What the CBUAE's New AI Guidance Actually Says About Your Vendors
The CBUAE's 2026 AI guidance makes licensed financial institutions accountable for every AI system they deploy -- including what their vendors built.
AI governance for regulated organizations across the EU-MENA corridor. Gulf financial institutions, government bodies, and development organizations.
Early governance maturity unlocks preferential treatment in MENA regulatory sandboxes, innovation hub programs, and procurement ecosystems. Compliant-by-design means you get to market first.
Governance built into product design eliminates deployment blockers, accelerates iteration cycles, and reduces remediation debt. Your teams ship faster with less friction.
Regulation raises barriers to entry for unprepared competitors. Your governance infrastructure becomes defensible advantage as compliance requirements tighten across regional markets.
Engagements are scoped before they begin. Work is conducted in English or Arabic depending on client preference and regulatory context.
“His successful execution of several projects utilizing Artificial Intelligence and Machine Learning methodologies to assess key concepts in international relations showcased his ability to organize complex data, extract meaningful insights, and drive technological advancements.”
“His adaptability to changing workflows, including the integration of new technologies, streamlined our processes and enhanced the timeliness and quality of our deliverables. He demonstrated profound knowledge and understanding of both regional dynamics and global affairs.”
“His deep familiarity with Gulf financial sector culture, combined with his multilingual capabilities and analytical rigor, makes him an exceptionally strong candidate for advisory and governance roles requiring both regional expertise and institutional credibility.”
Analysis and perspective on AI governance and regulation across the Arab world and North Africa.
This article series explores how MENA AI regulation creates first-mover advantages for governance-ready organizations.
The CBUAE's 2026 AI guidance makes licensed financial institutions accountable for every AI system they deploy -- including what their vendors built.
Morocco launched a standing AI governance dialogue with the EU -- the first in MENA. Here's what it means for compliance teams across the corridor.
The March 2026 drone strikes on Gulf AWS data centers exposed a gap no AI governance framework was designed to address. Here's what it means for compliance teams.
I work with clients on project-based engagements and short-term assignments. Typical engagements follow a three-phase structure:
Governance maturity assessment, regulatory mapping, gap analysis, and opportunity identification.
Deliverable
Strategic roadmap with prioritized acceleration pathways.
Policy development, framework implementation, stakeholder alignment, and governance infrastructure build.
Deliverable
Operational governance system ready for deployment.
Regulatory monitoring, framework updates, board briefings, and strategic advisory support as MENA AI regulation evolves.
I'm Rabii Agoujgal, an AI governance specialist with a focus on Middle East and North Africa markets. I hold an MSc in Science and Technology Studies from TU Munich with a thesis on the EU AI Act, and I'm pursuing the IAPP AIGP certification.
I work with financial institutions, international development organizations, and government bodies across the Gulf and North Africa to build governance systems that accelerate innovation rather than slow it down.
My approach: Regulation is infrastructure. Organizations that treat compliance as strategic enablement capture first-mover advantages. Those that treat it as overhead fall behind.
For consulting inquiries, advisory collaborations, or in-house opportunities in AI governance, compliance, or policy -- get in touch.
If you are looking for a defined starting point, see the three-phase engagement model above.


» **What the exercise asks**
Check each line of the data for "credit" and select those that have it.

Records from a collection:
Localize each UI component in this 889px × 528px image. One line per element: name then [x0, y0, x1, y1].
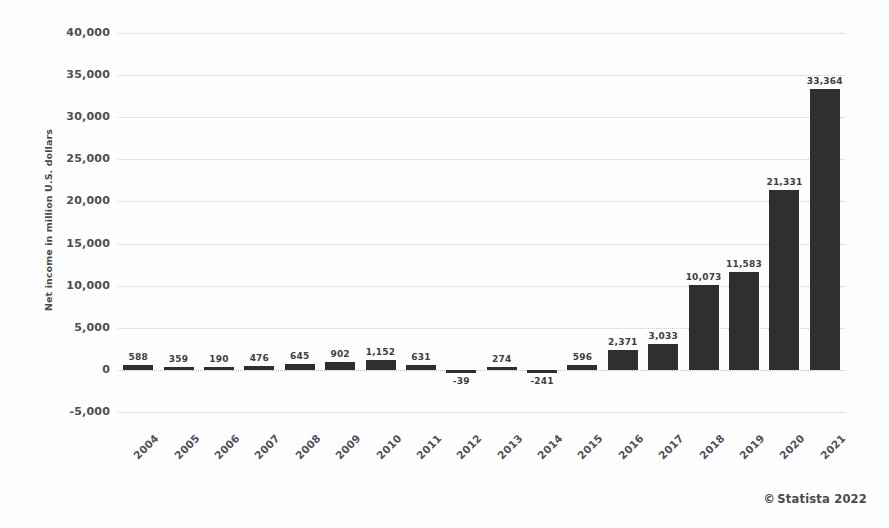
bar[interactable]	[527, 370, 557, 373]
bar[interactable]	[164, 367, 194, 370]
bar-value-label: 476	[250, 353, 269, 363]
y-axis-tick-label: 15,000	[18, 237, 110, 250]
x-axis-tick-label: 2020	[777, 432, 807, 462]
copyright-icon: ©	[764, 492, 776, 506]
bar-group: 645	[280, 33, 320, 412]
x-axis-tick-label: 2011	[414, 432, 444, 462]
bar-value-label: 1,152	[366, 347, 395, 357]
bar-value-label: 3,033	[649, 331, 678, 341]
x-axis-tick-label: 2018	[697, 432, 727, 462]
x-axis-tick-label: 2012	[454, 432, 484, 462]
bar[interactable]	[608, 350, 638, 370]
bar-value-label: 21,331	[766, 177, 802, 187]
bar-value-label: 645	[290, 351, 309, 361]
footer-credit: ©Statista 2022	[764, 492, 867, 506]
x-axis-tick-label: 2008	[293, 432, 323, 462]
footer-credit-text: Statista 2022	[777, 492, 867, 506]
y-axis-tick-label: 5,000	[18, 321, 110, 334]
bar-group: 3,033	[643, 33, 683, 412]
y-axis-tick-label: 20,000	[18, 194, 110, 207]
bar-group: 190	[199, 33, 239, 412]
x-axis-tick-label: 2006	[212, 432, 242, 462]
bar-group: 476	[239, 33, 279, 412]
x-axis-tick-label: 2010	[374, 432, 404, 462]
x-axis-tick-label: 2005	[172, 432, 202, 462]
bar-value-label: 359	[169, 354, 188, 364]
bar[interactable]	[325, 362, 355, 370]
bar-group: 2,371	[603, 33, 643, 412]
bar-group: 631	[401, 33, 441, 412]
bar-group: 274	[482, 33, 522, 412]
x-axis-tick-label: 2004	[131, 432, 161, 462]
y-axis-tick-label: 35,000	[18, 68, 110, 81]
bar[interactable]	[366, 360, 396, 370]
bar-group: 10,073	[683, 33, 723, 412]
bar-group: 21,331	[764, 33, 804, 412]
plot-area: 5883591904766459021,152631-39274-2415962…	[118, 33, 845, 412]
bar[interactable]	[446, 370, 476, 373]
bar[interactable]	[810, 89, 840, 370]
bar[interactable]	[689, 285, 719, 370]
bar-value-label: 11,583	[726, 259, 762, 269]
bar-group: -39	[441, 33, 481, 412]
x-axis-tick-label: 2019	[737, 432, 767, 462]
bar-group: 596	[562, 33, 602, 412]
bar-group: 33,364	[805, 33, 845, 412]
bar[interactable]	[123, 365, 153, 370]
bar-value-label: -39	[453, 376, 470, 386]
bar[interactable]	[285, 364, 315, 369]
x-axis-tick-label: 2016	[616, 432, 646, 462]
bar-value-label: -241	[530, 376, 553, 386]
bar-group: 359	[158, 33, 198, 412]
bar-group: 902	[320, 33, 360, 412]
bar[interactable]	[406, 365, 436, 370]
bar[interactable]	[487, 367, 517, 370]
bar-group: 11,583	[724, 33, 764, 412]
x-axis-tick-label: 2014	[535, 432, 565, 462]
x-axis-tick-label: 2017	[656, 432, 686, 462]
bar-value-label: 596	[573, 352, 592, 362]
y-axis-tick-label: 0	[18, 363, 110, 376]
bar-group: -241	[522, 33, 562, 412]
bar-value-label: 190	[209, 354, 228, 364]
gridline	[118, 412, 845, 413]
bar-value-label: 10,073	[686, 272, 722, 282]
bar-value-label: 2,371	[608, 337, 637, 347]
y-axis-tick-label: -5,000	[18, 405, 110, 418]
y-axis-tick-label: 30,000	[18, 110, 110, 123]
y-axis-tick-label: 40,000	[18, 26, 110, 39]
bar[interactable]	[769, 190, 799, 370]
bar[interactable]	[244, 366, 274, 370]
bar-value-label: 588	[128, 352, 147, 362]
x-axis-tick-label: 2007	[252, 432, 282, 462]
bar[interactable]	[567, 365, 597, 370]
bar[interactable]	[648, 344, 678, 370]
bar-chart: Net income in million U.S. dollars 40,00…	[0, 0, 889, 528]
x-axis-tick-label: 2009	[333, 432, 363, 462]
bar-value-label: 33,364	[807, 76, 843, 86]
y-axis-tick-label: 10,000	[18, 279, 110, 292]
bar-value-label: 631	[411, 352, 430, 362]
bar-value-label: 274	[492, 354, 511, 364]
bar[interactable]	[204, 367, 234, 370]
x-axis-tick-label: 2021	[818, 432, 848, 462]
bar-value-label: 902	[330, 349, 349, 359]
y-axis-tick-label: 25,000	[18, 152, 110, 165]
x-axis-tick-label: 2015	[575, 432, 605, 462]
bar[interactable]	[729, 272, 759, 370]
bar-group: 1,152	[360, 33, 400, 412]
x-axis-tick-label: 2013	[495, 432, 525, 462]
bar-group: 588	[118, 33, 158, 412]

» **Answer box**
footer-credit: ©Statista 2022	[764, 492, 867, 506]
footer-credit-text: Statista 2022	[777, 492, 867, 506]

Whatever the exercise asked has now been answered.